Citizens United and the 19th Amendment
http://www.inthesetimes.com/article/13066/citizens_united_and_the_19th_amendment/
When the Supreme Court handed down the Citizens United decision in January 2010, President Obama described it as devastating to the public interest and promised that he would work to repair the damage that has been done. It was supposed to be among his top priorities.
If working to reverse Citizens United has been one of Obamas priorities, though, its been a well-kept secret. He rarely mentions it, and in February he reversed himself and decided accept funding from a Super PAC thats raising money for his election campaign. (Citizens United allows Super PACs or political action committees to raise unlimited cash contributions from individuals, almost always on behalf of a particular candidate or cause.)
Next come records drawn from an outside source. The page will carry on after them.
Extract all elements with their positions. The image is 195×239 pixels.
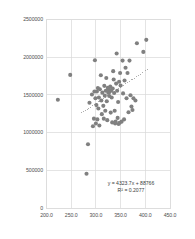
y-axis-tick-label: 1500000 (23, 92, 43, 98)
y-axis-tick-label: 500000 (26, 167, 43, 173)
y-axis-tick-label: 0 (40, 205, 43, 211)
r-squared-value: R² = 0.2077 (101, 187, 161, 194)
x-axis-tick-label: 450.0 (155, 212, 185, 218)
y-axis-tick-label: 2500000 (23, 16, 43, 22)
data-points (56, 38, 149, 176)
regression-annotation: y = 4323.7x + 88766 R² = 0.2077 (101, 180, 161, 195)
plot-canvas (0, 0, 195, 239)
regression-equation: y = 4323.7x + 88766 (101, 180, 161, 187)
y-axis-tick-label: 2000000 (23, 54, 43, 60)
scatter-chart: 05000001000000150000020000002500000 200.… (0, 0, 195, 239)
y-axis-tick-label: 1000000 (23, 129, 43, 135)
r-squared-text: R² = 0.2077 (118, 187, 145, 193)
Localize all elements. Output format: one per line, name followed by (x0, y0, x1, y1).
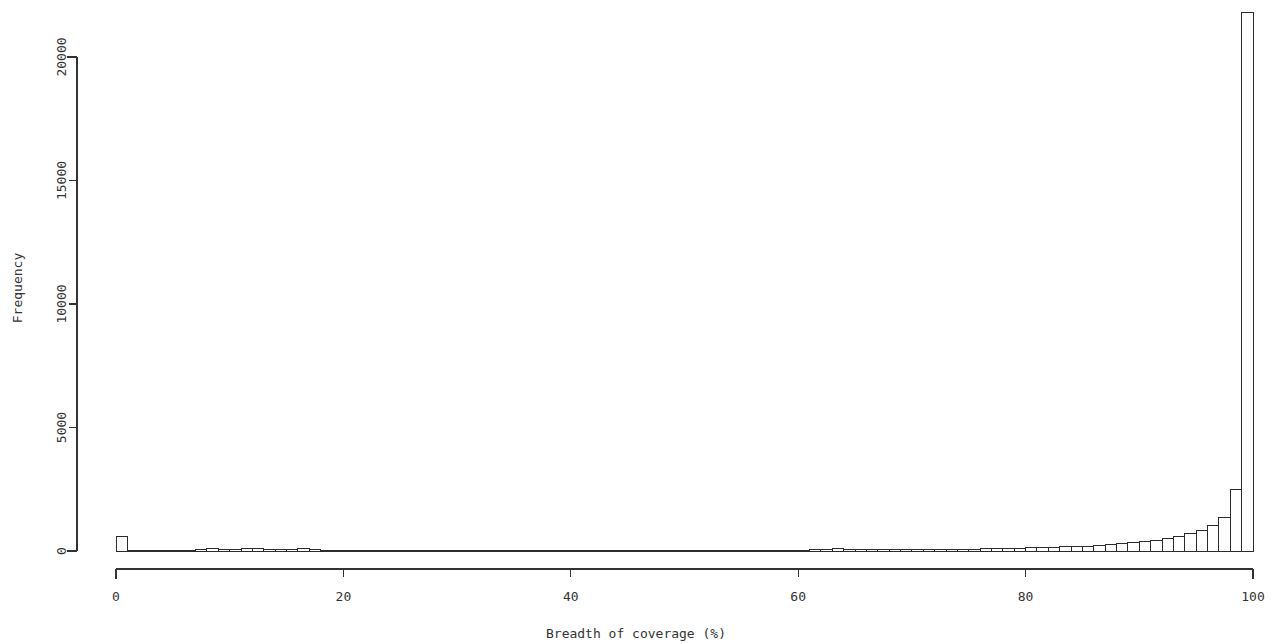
histogram-bar (673, 550, 684, 551)
histogram-bar (685, 550, 696, 551)
histogram-bar (707, 550, 718, 551)
histogram-bar (1003, 549, 1014, 551)
histogram-bar (844, 549, 855, 551)
histogram-bar (1162, 538, 1173, 551)
histogram-bar (1048, 547, 1059, 551)
histogram-bar (378, 550, 389, 551)
x-axis-tick-label: 0 (112, 589, 120, 604)
histogram-bar (491, 550, 502, 551)
histogram-bar (150, 550, 161, 551)
histogram-bar (1117, 544, 1128, 551)
histogram-bar (616, 550, 627, 551)
histogram-bar (639, 550, 650, 551)
histogram-bar (912, 549, 923, 551)
histogram-bar (298, 549, 309, 551)
x-axis-title: Breadth of coverage (%) (546, 626, 726, 641)
histogram-bar (400, 550, 411, 551)
histogram-bar (264, 549, 275, 551)
histogram-bar (548, 550, 559, 551)
histogram-bar (332, 550, 343, 551)
histogram-bar (798, 550, 809, 551)
histogram-bar (275, 550, 286, 551)
histogram-bars (116, 12, 1253, 551)
histogram-bar (1026, 548, 1037, 551)
histogram-bar (855, 549, 866, 551)
histogram-bar (889, 549, 900, 551)
histogram-bar (594, 550, 605, 551)
histogram-bar (1082, 546, 1093, 551)
histogram-bar (866, 549, 877, 551)
histogram-bar (901, 549, 912, 551)
y-axis-tick-label: 20000 (54, 37, 69, 76)
histogram-bar (1128, 543, 1139, 551)
histogram-bar (1037, 548, 1048, 551)
histogram-bar (1230, 490, 1241, 551)
x-axis-tick-label: 20 (336, 589, 352, 604)
histogram-bar (628, 550, 639, 551)
histogram-bar (946, 549, 957, 551)
histogram-bar (719, 550, 730, 551)
histogram-bar (366, 550, 377, 551)
histogram-bar (241, 549, 252, 551)
histogram-bar (412, 550, 423, 551)
x-axis-tick-label: 60 (790, 589, 806, 604)
histogram-bar (127, 550, 138, 551)
histogram-bar (582, 550, 593, 551)
histogram-bar (1151, 540, 1162, 551)
histogram-bar (991, 548, 1002, 551)
y-axis: 05000100001500020000 (54, 37, 78, 554)
histogram-bar (184, 550, 195, 551)
histogram-bar (1094, 545, 1105, 551)
histogram-bar (161, 550, 172, 551)
histogram-bar (1185, 534, 1196, 551)
histogram-bar (537, 550, 548, 551)
histogram-bar (969, 549, 980, 551)
histogram-bar (514, 550, 525, 551)
histogram-bar (1139, 542, 1150, 551)
histogram-bar (343, 550, 354, 551)
histogram-bar (139, 550, 150, 551)
histogram-bar (423, 550, 434, 551)
histogram-figure: 020406080100 05000100001500020000 Breadt… (0, 0, 1273, 644)
histogram-bar (321, 550, 332, 551)
x-axis-tick-label: 100 (1241, 589, 1264, 604)
histogram-bar (923, 549, 934, 551)
histogram-bar (878, 549, 889, 551)
histogram-bar (605, 550, 616, 551)
histogram-bar (116, 537, 127, 551)
x-axis: 020406080100 (112, 569, 1265, 604)
histogram-bar (957, 549, 968, 551)
histogram-bar (662, 550, 673, 551)
histogram-bar (764, 550, 775, 551)
histogram-bar (1196, 531, 1207, 552)
y-axis-tick-label: 15000 (54, 161, 69, 200)
histogram-bar (196, 550, 207, 551)
histogram-bar (468, 550, 479, 551)
histogram-bar (935, 549, 946, 551)
histogram-bar (741, 550, 752, 551)
y-axis-tick-label: 0 (54, 547, 69, 555)
histogram-bar (309, 550, 320, 551)
histogram-bar (389, 550, 400, 551)
histogram-bar (525, 550, 536, 551)
x-axis-tick-label: 80 (1018, 589, 1034, 604)
y-axis-tick-label: 10000 (54, 284, 69, 323)
x-axis-tick-label: 40 (563, 589, 579, 604)
histogram-bar (650, 550, 661, 551)
histogram-bar (821, 549, 832, 551)
histogram-bar (753, 550, 764, 551)
histogram-bar (1071, 546, 1082, 551)
histogram-bar (355, 550, 366, 551)
histogram-bar (571, 550, 582, 551)
histogram-bar (559, 550, 570, 551)
histogram-bar (787, 550, 798, 551)
histogram-bar (218, 549, 229, 551)
histogram-bar (287, 550, 298, 551)
histogram-bar (252, 549, 263, 551)
histogram-bar (230, 549, 241, 551)
histogram-bar (1105, 545, 1116, 551)
histogram-bar (173, 550, 184, 551)
histogram-bar (775, 550, 786, 551)
histogram-bar (457, 550, 468, 551)
histogram-bar (832, 549, 843, 551)
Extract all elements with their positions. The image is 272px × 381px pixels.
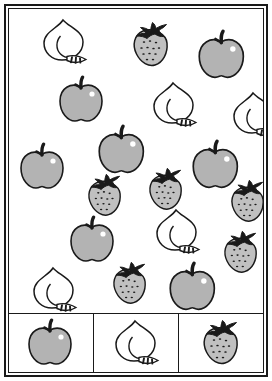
strawberry-icon [220, 228, 263, 276]
peach-icon [151, 206, 203, 256]
apple-icon [165, 260, 220, 313]
apple-icon [66, 214, 118, 264]
peach-icon [28, 264, 80, 313]
worksheet-page [0, 0, 272, 381]
peach-icon [38, 16, 90, 66]
legend-cell-strawberry[interactable] [179, 314, 264, 373]
apple-icon [55, 74, 107, 124]
strawberry-icon [227, 177, 263, 225]
peach-icon [148, 79, 200, 129]
strawberry-icon [84, 171, 128, 219]
strawberry-icon [199, 317, 245, 371]
legend-cell-peach[interactable] [94, 314, 180, 373]
fruit-scatter-area [9, 9, 263, 313]
apple-icon [194, 28, 249, 81]
legend-cell-apple[interactable] [8, 314, 94, 373]
peach-icon [110, 317, 162, 371]
strawberry-icon [109, 259, 153, 307]
apple-icon [24, 317, 76, 371]
peach-icon [228, 89, 263, 139]
apple-icon [94, 123, 149, 176]
strawberry-icon [129, 19, 175, 69]
fruit-key-row [8, 313, 264, 373]
apple-icon [16, 141, 68, 191]
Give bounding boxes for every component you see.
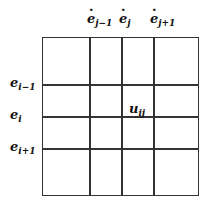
matrix-grid [42,37,199,196]
row-label-i-plus-1: ei+1 [10,140,36,156]
column-label-j: ej [119,12,131,28]
column-label-j-minus-1: ej−1 [87,12,112,28]
row-label-i-minus-1: ei−1 [10,76,36,92]
grid-row-divider [43,148,198,150]
row-label-i: ei [10,108,22,124]
grid-row-divider [43,116,198,118]
cell-label-u-ij: uij [129,102,145,118]
column-label-j-plus-1: ej+1 [150,12,175,28]
grid-row-divider [43,84,198,86]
But in truth, the momentum for reversing Citizens United was never going to come from the White House, much less from Congress. Both are too deeply enmeshed in the system to invest much effort in reforming it. The energy to defeat the ruling will come, if it comes from anywhere, from old-fashioned grassroots activism. And on that front, the outlook is more promising than you might guess. Theres good news and bad news, and some more good news.
The first piece of good news is that Citizens United isnt a partisan issue: a substantial majority of voters favor imposing limits on the influence of money and lobbyists in American politics. In a poll (PDF) released in January by the firm Greenberg Quinlan Rosner, 55 percent of respondents said that corporations should not have the constitutional rights accorded to individuals. Eighty percent favored limiting campaign contributions and spending, and 89 percent of independent voters favored reasonable limits. Two-thirds of the latter group said that campaign finance reform is a very important factor in their vote. The same was true for 69 percent of Democrats and 56 percent of Republicans.